What time travel novels rarely consider
I’m a big fan of reading - I love novels. One of my favourite genres is time travel - give me a Connie Willis or a Jodi Taylor and I’m happy for days.
One of the problems I have with this type of literature is the way they deal with illness. Sure, characters in both Taylor and Willis novels have had to deal with The Plague - all time travel protagonists come face to face with the Black Death at some point or other. I’m semi-convinced that a decent portion of 14th century Europe actually comprises time travellers from the 21st century sent there as a plot device.
I’m referring to your common or garden type bacterial infection.
Last week I developed a sinus infection - Nothing special, but it affected one of my dental nerves, applying incredible pressure, and it felt like I was having six teeth repeatedly torn in half simultaneously. As it only started to seriously hurt on Friday night, and doctors’ surgeries are closed of a weekend, I had to wait until Monday to obtain antibiotics.
It was possibly the worst three days of my life - despite a steady diet of co-codamol, ibuprofen, decongestants, and alcohol.
Prior to The discovery of antibiotics in 1928 and their widespread usage from the 1940s onwards, people must have just lived and died in pain and misery.
If someone offered me a time machine set to 200 years in the past along with a chestful of gold, I’d turn them down.
I don’t fancy rubbing mouldy melon into my face in 1821 as I scream about the lack of decent painkillers and abundant syphilis before being shanked to death by some chimney sweep with testicle cancer and gonorrhoea. Oh - and I’d have died of septicaemia from a ruptured appendix when I was, like, 19.
Modern medicine (and the NHS ability to get you on a table in a hurry) - love it. Any time before 1940-ish would suck ass.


_YOUR TASK_
Collect each line of the records containing the string "open".

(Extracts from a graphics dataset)
[Start of Attachment]

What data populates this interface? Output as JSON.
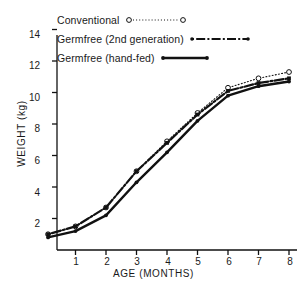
{
  "chart_data": {
    "type": "line",
    "title": "",
    "xlabel": "AGE (MONTHS)",
    "ylabel": "WEIGHT (kg)",
    "xlim": [
      0,
      8
    ],
    "ylim": [
      0,
      14
    ],
    "xticks": [
      1,
      2,
      3,
      4,
      5,
      6,
      7,
      8
    ],
    "yticks": [
      2,
      4,
      6,
      8,
      10,
      12,
      14
    ],
    "grid": false,
    "legend_position": "top-left",
    "x": [
      0.1,
      1,
      2,
      3,
      4,
      5,
      6,
      7,
      8
    ],
    "series": [
      {
        "name": "Conventional",
        "marker": "open-circle",
        "line_style": "dotted",
        "color": "#111111",
        "values": [
          1.0,
          1.5,
          2.7,
          5.0,
          6.9,
          8.7,
          10.3,
          10.9,
          11.3
        ]
      },
      {
        "name": "Germfree (2nd generation)",
        "marker": "filled-square",
        "line_style": "dash-dot",
        "color": "#111111",
        "values": [
          1.0,
          1.5,
          2.7,
          5.0,
          6.8,
          8.6,
          10.1,
          10.6,
          10.9
        ]
      },
      {
        "name": "Germfree (hand-fed)",
        "marker": "filled-circle",
        "line_style": "solid",
        "color": "#111111",
        "values": [
          0.8,
          1.2,
          2.2,
          4.3,
          6.2,
          8.2,
          9.8,
          10.4,
          10.7
        ]
      }
    ]
  },
  "legend": {
    "items": [
      {
        "label": "Conventional",
        "sample": "dotted-open-circle"
      },
      {
        "label": "Germfree (2nd generation)",
        "sample": "dash-dot-filled"
      },
      {
        "label": "Germfree (hand-fed)",
        "sample": "solid-filled"
      }
    ]
  },
  "axes": {
    "y_title": "WEIGHT (kg)",
    "x_title": "AGE (MONTHS)",
    "y_tick_labels": [
      "14",
      "12",
      "10",
      "8",
      "6",
      "4",
      "2"
    ],
    "x_tick_labels": [
      "1",
      "2",
      "3",
      "4",
      "5",
      "6",
      "7",
      "8"
    ]
  }
}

[End of Attachment]

_OUTPUT OF THE TASK_
        "marker": "open-circle",
        "sample": "dotted-open-circle"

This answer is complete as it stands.